De minimis: US small parcels loophole closes pushing up Shein, Temu prices

Impact on electronics, DIY, and STEM access

  • Many comments focus on the loss of ultra-cheap electronics (AliExpress microcontrollers, FPGA boards, carburetors) where a $3–5 part may now incur a $100–200 minimum fee.
  • Hobbyists report projects becoming non-viable; prototyping PCBs and small assembly runs could easily double in cost.
  • Several argue this will reduce grassroots hardware innovation and STEM engagement, especially for kids and individuals without corporate backing.
  • Others note a Chinese “cottage industry” of reclaiming chips from e‑waste, offering rare/obsolete parts that are hard to source domestically.

Effects on prices, consumers, and inflation

  • Expectation that Shein/Temu-type goods and cheap tools/parts will significantly rise in price or disappear.
  • Poorer consumers lose the most; some see no equivalent low-cost domestic source.
  • Some predict inflationary effects and reduced consumption; others think demand may eventually shift but doubt domestic industry can ramp up fast, especially for low-margin goods like clothing and PCBs.

De minimis rule: loophole or intended design?

  • One side views de minimis as a genuine loophole: a rule meant to avoid paperwork on low-value, personal shipments was exploited for tens of billions in duty-free commercial imports.
  • Others counter that Congress explicitly raised the threshold to boost e‑commerce and reduce friction, so using it for business was within the original intent, not an abuse.
  • Broad agreement that $800 was unusually high and that CBP capacity, not principle, drove that number.

Trade policy, reshoring, and industrial strategy

  • Some support reducing dependence on China and see closing de minimis as necessary to level the playing field with domestic importers who must pay duties.
  • Critics argue the combination of very high tariffs and unpredictability will discourage investment in US manufacturing (including factory equipment imports) and hurt both consumers and smaller firms.
  • Several distinguish between reasonable duties to fund customs enforcement and sweeping, punitive tariffs used as political tools.

International context and workaround strategies

  • EU: commenters note a much lower customs de minimis (~€150) but point out VAT and handling fees often make even small imports expensive in practice.
  • Canada: reports of warehouses stockpiling China-origin goods aimed at the US market, with risk they’ll be dumped into Canada if tariffs persist.
  • Freight forwarding (e.g., via Europe, Mexico, Vietnam) and misdeclaring origin are discussed as common or likely workarounds; this is seen as effectively encouraging smuggling/grey markets.

Implementation concerns and edge cases

  • Clarification that the US de minimis suspension currently targets China and Hong Kong only; goods from EU/Japan are unaffected so far.
  • Expectations of long customs delays as CBP is unprepared for the volume of low-value shipments needing full processing.
  • Worry about niche but important imports: hobby/educational hardware and personal medicines becoming unaffordable or impractical to obtain.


▸ What to produce: Read through the records below and copy each line that uses the word "screenshot".

^^^^

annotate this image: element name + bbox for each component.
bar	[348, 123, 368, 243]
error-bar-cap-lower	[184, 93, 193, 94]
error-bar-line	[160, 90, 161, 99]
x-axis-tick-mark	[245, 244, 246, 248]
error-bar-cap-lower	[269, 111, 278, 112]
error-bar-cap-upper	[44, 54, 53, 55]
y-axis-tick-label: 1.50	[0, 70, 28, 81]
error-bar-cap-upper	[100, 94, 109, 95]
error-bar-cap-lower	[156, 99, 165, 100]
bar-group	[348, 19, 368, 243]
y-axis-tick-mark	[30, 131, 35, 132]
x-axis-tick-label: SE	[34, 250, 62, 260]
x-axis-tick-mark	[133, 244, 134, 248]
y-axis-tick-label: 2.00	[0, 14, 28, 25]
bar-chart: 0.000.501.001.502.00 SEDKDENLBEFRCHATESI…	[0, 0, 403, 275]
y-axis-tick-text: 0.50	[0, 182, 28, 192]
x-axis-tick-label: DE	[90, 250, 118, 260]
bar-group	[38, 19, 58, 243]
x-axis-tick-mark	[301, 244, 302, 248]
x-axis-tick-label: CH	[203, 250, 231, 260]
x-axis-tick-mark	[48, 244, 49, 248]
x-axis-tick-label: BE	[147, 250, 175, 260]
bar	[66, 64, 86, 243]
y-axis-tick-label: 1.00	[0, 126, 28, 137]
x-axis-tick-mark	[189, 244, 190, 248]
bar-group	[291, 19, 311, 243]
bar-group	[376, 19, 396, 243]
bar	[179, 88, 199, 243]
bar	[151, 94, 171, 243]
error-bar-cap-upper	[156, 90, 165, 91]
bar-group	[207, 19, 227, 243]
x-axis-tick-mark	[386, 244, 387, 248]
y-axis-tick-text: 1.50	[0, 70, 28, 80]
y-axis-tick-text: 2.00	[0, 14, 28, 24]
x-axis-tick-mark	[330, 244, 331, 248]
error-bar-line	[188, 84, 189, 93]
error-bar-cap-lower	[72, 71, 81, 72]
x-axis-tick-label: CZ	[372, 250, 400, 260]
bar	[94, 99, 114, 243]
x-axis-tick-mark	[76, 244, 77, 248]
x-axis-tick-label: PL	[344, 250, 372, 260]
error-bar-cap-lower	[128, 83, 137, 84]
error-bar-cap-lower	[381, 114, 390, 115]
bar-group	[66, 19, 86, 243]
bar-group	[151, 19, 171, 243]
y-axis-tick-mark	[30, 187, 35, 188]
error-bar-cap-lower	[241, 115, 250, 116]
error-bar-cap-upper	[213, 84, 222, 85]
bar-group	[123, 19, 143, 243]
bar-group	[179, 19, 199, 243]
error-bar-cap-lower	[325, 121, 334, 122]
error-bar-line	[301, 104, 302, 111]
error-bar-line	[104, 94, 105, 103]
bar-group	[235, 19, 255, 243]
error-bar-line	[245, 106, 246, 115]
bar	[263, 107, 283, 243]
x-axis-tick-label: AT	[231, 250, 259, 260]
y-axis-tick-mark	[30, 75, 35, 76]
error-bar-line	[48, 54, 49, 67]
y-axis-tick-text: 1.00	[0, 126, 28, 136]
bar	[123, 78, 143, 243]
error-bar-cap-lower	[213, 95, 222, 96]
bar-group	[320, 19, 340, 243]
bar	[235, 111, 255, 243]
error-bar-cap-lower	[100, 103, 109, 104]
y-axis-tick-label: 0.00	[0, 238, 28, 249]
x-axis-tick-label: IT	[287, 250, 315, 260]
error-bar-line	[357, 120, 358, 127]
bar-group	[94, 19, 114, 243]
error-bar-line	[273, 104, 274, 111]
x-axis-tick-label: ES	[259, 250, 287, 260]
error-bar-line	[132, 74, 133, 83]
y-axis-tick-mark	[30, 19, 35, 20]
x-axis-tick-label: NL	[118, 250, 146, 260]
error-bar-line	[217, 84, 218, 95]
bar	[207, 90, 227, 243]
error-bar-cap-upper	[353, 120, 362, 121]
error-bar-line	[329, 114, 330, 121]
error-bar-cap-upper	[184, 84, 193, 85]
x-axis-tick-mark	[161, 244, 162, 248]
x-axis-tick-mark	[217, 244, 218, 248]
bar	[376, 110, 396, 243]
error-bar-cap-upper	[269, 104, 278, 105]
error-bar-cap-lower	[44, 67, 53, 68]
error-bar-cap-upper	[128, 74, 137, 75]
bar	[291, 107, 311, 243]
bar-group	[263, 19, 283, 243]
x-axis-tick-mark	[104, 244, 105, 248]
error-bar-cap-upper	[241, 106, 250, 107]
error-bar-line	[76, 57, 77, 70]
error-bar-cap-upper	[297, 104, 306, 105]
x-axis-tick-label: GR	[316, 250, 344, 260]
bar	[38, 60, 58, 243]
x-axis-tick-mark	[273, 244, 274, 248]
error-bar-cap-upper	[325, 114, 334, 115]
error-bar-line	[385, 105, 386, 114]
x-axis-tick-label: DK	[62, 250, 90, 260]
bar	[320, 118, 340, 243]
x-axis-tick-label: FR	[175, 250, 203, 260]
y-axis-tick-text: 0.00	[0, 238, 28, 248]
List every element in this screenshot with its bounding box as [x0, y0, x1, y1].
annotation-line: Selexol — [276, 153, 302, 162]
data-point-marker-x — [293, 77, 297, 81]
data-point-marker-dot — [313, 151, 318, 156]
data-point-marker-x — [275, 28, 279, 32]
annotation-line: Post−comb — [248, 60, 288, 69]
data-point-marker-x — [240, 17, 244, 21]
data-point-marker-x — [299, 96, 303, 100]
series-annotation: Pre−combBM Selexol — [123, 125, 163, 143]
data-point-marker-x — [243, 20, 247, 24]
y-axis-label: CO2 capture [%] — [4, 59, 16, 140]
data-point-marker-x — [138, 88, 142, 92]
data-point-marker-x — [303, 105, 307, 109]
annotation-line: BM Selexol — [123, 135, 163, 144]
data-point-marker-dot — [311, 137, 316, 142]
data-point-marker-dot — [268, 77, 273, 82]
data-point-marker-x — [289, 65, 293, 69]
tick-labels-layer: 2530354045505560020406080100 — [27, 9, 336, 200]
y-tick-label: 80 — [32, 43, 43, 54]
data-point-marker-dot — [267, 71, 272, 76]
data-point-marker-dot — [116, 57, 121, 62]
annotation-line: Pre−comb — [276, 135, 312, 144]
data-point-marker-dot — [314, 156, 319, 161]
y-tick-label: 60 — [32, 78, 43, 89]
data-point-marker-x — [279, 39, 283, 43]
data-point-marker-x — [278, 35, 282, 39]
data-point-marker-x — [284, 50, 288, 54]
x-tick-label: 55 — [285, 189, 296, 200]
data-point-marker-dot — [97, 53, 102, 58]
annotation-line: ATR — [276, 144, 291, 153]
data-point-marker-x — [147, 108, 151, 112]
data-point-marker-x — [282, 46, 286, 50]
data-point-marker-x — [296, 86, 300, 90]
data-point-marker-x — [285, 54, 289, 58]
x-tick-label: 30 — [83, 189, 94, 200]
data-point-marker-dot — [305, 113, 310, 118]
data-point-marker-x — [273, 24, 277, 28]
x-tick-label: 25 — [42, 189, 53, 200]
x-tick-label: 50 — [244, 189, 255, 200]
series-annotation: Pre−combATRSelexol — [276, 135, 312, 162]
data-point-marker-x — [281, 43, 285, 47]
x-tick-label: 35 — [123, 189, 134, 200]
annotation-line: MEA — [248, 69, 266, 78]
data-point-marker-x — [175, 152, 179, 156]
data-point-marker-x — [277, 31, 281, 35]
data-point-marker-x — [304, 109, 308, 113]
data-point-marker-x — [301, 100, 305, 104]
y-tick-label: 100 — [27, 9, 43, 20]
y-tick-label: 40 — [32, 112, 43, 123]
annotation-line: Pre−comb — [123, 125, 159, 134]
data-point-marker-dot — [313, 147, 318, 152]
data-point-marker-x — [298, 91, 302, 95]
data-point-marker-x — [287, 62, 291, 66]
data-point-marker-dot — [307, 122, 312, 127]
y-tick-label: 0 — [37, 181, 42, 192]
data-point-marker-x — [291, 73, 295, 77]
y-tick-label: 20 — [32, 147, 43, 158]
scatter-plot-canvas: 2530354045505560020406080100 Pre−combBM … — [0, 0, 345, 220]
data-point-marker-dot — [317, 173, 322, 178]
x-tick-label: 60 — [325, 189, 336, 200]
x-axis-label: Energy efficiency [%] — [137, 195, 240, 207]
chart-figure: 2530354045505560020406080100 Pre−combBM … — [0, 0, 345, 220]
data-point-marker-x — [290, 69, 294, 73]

^^^^

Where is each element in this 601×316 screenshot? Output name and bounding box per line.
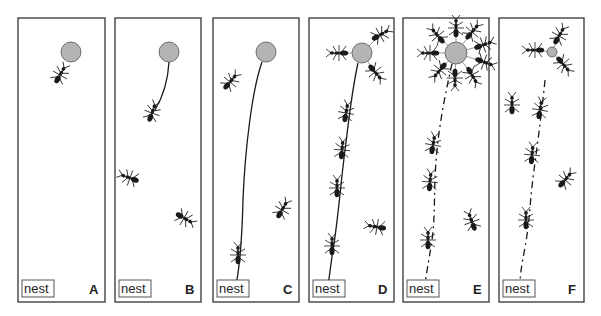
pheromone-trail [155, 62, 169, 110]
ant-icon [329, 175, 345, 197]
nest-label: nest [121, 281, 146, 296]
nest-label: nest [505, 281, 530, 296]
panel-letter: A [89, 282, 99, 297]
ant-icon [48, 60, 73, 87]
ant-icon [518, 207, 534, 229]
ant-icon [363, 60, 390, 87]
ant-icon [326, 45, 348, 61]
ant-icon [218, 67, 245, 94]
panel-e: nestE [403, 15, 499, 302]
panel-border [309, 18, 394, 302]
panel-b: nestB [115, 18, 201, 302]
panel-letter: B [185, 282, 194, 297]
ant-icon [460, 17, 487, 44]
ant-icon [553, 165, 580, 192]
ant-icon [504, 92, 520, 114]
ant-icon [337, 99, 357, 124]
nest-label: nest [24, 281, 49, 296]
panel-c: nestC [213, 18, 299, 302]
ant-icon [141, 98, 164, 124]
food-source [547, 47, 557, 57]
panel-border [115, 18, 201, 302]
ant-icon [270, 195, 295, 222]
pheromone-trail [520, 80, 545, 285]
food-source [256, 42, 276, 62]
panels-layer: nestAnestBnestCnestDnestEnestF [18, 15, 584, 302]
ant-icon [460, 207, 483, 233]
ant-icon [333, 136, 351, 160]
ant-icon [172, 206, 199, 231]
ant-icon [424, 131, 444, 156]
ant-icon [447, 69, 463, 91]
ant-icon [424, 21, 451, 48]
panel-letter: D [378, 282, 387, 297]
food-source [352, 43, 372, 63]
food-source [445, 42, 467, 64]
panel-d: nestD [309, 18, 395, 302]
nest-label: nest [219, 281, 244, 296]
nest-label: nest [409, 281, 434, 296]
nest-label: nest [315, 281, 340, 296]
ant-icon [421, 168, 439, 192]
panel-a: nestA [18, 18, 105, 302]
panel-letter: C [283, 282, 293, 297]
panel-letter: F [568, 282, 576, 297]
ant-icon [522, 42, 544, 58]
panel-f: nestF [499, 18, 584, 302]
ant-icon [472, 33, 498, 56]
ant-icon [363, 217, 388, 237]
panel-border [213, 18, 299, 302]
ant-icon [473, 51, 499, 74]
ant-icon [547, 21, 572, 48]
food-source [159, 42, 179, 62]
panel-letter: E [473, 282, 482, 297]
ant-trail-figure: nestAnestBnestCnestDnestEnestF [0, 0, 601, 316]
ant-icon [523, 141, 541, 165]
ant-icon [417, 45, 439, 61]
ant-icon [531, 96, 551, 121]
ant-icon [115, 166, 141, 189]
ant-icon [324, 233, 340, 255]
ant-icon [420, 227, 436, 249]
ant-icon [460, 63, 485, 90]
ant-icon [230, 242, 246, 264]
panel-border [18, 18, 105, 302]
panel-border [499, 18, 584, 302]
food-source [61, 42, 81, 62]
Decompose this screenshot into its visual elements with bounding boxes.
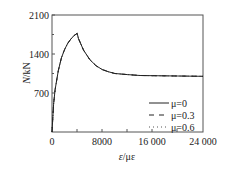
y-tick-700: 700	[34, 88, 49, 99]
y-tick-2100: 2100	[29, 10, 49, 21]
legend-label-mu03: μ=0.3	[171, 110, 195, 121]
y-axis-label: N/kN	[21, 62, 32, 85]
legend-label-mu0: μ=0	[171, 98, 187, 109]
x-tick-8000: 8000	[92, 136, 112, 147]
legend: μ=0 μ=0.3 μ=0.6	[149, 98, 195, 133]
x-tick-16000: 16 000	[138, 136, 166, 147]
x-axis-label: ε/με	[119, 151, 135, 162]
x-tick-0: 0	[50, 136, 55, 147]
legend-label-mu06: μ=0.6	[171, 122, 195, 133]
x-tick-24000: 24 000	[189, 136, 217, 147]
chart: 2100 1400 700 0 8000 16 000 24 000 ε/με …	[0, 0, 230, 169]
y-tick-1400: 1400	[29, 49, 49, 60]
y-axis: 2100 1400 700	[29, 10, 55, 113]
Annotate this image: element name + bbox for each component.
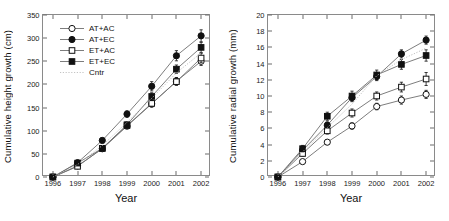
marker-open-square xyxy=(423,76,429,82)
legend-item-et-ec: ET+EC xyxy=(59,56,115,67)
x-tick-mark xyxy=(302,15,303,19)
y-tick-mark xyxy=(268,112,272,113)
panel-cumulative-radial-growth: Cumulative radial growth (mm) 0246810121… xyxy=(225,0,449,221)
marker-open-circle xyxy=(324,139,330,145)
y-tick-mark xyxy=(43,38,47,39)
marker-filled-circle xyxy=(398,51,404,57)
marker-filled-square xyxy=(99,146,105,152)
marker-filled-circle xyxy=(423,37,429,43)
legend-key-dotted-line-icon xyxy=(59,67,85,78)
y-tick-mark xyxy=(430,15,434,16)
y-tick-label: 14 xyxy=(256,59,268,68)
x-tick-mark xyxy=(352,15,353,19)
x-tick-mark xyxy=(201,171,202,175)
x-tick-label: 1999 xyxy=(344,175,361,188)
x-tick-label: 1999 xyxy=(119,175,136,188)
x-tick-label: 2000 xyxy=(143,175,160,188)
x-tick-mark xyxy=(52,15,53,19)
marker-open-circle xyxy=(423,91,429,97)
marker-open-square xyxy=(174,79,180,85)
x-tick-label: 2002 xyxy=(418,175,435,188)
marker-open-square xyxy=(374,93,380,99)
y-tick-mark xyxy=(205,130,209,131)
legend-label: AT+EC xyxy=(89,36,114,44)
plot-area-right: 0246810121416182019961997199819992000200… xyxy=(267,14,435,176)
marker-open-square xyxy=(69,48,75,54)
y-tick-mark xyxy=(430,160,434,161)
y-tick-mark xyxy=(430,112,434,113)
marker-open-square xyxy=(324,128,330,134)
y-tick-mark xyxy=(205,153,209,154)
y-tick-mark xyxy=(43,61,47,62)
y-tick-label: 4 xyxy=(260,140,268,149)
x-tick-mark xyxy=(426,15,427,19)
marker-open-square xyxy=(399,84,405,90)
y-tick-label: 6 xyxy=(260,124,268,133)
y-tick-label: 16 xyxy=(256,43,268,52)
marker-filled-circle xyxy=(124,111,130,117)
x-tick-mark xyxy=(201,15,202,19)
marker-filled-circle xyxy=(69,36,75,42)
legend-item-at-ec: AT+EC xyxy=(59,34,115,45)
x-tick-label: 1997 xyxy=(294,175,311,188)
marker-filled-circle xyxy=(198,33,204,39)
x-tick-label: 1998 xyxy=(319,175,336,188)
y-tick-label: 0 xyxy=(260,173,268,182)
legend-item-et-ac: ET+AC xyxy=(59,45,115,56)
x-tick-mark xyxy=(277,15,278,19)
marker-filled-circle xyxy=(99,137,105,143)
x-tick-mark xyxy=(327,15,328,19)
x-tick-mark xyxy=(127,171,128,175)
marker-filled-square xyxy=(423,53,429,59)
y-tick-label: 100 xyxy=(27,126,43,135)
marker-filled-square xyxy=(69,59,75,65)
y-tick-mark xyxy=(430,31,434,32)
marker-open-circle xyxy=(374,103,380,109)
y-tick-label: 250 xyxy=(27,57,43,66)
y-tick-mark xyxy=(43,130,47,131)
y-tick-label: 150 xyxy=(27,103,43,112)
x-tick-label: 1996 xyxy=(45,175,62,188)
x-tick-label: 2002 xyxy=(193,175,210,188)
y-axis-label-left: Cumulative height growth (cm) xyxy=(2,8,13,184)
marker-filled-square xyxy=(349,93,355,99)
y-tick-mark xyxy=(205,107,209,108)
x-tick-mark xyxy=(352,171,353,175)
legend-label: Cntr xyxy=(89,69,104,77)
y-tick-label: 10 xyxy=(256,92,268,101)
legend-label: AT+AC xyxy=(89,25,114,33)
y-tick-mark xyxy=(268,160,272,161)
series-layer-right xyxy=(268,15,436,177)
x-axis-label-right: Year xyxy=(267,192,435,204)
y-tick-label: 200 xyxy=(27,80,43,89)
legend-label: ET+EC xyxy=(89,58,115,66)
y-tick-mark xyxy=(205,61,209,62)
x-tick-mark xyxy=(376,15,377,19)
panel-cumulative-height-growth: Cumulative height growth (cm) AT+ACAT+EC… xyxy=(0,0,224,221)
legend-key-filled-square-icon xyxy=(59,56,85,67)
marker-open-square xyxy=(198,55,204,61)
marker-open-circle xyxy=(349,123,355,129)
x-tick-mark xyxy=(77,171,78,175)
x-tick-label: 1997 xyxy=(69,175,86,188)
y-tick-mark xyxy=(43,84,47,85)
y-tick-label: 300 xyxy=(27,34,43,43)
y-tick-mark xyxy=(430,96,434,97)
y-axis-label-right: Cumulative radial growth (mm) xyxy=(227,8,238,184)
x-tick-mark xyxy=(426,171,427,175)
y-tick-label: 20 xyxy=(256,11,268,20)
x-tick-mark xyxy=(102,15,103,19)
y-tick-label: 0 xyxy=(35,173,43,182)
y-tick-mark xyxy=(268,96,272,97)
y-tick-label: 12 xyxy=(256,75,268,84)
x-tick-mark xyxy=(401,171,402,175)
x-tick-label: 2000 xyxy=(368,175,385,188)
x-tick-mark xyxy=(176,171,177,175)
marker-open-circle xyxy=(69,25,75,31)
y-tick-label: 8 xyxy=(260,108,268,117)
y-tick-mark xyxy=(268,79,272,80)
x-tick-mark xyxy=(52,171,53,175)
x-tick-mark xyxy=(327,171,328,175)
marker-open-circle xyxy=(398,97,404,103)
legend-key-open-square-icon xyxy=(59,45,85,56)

^^^^

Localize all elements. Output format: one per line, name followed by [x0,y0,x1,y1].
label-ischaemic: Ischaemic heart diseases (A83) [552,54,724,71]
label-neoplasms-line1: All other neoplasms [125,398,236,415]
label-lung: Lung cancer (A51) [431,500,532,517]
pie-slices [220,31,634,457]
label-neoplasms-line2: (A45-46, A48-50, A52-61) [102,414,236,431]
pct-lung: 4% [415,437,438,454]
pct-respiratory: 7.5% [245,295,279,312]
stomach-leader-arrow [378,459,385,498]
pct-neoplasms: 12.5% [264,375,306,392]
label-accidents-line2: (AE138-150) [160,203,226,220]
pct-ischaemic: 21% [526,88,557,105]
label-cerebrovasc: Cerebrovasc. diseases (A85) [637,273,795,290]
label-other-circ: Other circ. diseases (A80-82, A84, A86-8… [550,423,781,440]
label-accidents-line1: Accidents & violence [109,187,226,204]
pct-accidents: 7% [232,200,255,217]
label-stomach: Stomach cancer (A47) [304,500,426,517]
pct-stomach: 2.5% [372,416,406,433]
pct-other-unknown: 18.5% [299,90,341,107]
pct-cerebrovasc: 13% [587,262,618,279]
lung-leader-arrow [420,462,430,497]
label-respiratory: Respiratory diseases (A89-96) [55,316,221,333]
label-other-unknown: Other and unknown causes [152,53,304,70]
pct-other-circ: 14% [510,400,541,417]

^^^^

▸ Result of the exercise:
List every element in this screenshot with its bounding box as [x0, y0, x1, y1].
Where is each element in this 601×316 screenshot? Output name and bounding box per line.
Decompose this screenshot into its visual elements with bounding boxes.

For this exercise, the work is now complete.